Has Global Warming Increased U.S. Hurricane Damages?
Estrada et al. (2015), a study published this week in Nature Geoscience, finds “an upward trend in [hurricane-inflicted U.S.] economic losses between 1900 and 2005 that cannot be explained” by changes in societal factors such as increases in wealth, population, and inflation. The researchers also find “an upward trend in both the number and intensity of hurricanes in the North Atlantic basin” that is “consistent with” the global rise in average surface air temperature. They estimate that, in 2005, $2 billion to $4 billion in annual losses “could be attributable to climate change.”
University of Colorado prof.
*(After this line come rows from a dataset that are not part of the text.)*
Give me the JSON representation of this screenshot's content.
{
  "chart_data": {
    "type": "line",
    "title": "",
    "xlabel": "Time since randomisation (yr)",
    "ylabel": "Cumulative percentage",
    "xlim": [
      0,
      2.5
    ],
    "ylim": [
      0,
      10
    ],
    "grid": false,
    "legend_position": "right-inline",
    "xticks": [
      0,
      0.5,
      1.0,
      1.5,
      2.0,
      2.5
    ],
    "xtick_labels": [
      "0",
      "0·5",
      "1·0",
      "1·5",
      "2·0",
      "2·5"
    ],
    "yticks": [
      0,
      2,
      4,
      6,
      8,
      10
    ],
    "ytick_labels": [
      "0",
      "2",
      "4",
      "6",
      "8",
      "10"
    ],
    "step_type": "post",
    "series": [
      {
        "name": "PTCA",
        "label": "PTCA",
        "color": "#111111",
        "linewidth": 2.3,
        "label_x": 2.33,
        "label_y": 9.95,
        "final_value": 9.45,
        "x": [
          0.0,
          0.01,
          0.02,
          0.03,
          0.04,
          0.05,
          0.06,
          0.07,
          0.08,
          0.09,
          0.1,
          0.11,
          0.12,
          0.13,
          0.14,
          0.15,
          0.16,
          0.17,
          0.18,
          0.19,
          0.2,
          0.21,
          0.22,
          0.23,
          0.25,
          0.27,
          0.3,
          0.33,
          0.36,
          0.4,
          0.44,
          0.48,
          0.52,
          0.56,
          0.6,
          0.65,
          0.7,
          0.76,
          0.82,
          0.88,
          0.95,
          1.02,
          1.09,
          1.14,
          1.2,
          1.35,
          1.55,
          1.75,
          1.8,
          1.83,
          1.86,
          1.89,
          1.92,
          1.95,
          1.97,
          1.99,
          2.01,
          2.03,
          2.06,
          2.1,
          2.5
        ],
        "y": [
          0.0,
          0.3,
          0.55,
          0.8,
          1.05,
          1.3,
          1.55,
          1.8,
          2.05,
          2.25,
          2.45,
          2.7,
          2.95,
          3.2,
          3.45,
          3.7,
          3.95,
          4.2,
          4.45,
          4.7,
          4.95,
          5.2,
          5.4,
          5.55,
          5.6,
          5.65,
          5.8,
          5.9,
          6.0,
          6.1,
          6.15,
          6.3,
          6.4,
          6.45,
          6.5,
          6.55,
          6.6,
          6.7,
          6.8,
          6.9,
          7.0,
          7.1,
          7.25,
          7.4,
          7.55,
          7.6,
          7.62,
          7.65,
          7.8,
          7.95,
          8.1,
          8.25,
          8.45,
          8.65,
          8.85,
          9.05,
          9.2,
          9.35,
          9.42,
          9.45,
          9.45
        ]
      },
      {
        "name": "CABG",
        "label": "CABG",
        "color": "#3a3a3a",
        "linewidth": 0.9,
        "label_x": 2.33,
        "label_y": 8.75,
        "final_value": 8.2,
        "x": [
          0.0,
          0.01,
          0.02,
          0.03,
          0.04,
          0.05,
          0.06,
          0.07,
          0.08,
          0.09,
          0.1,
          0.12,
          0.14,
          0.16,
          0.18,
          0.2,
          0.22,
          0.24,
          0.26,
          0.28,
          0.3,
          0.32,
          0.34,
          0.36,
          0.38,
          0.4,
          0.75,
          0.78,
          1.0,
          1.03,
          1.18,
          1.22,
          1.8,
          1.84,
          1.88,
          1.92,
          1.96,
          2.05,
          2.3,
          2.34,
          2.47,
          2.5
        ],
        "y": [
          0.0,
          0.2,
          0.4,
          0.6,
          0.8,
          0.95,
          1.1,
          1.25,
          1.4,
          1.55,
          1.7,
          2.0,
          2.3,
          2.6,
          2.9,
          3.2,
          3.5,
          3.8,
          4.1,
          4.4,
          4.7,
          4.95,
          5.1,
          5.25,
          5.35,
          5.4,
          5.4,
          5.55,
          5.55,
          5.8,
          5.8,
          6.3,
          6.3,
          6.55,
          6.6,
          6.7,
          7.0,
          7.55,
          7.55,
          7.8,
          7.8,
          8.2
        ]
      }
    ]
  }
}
Roger Pielke, Jr. finds the study wrong on all counts.
Pielke provides a graph of North Atlantic hurricane strength, using a metric called the Power Dissipation Index (PDI), from 1950 through 2014. The graph covers the entire basin, not just hurricanes making landfall. Although there is considerable inter-annual and decadal variability, there is no long-term trend in hurricane strength.
More critically, Estrada et al. end their dataset in 2005, a big year for PDI and damages from Hurricanes Katrina and Rita. Thus, the researchers leave out of the dataset the record-breaking nine-year (2006-2014) “drought” of major (category 3, 4, 5) U.S. hurricane landfalls.
In other graphs, Pielke shows that U.S. hurricane landfall frequency and intensity have both declined 20% from 1900 to the present.
Comparing two fifty-year periods, Pielke notes that there were 23 major U.S. hurricane landfalls during 1915-1954 but only nine major hurricane landfalls during 1965-2015. There were 40% fewer major U.S. hurricane landfalls in the later, globally-warmer 50-year period.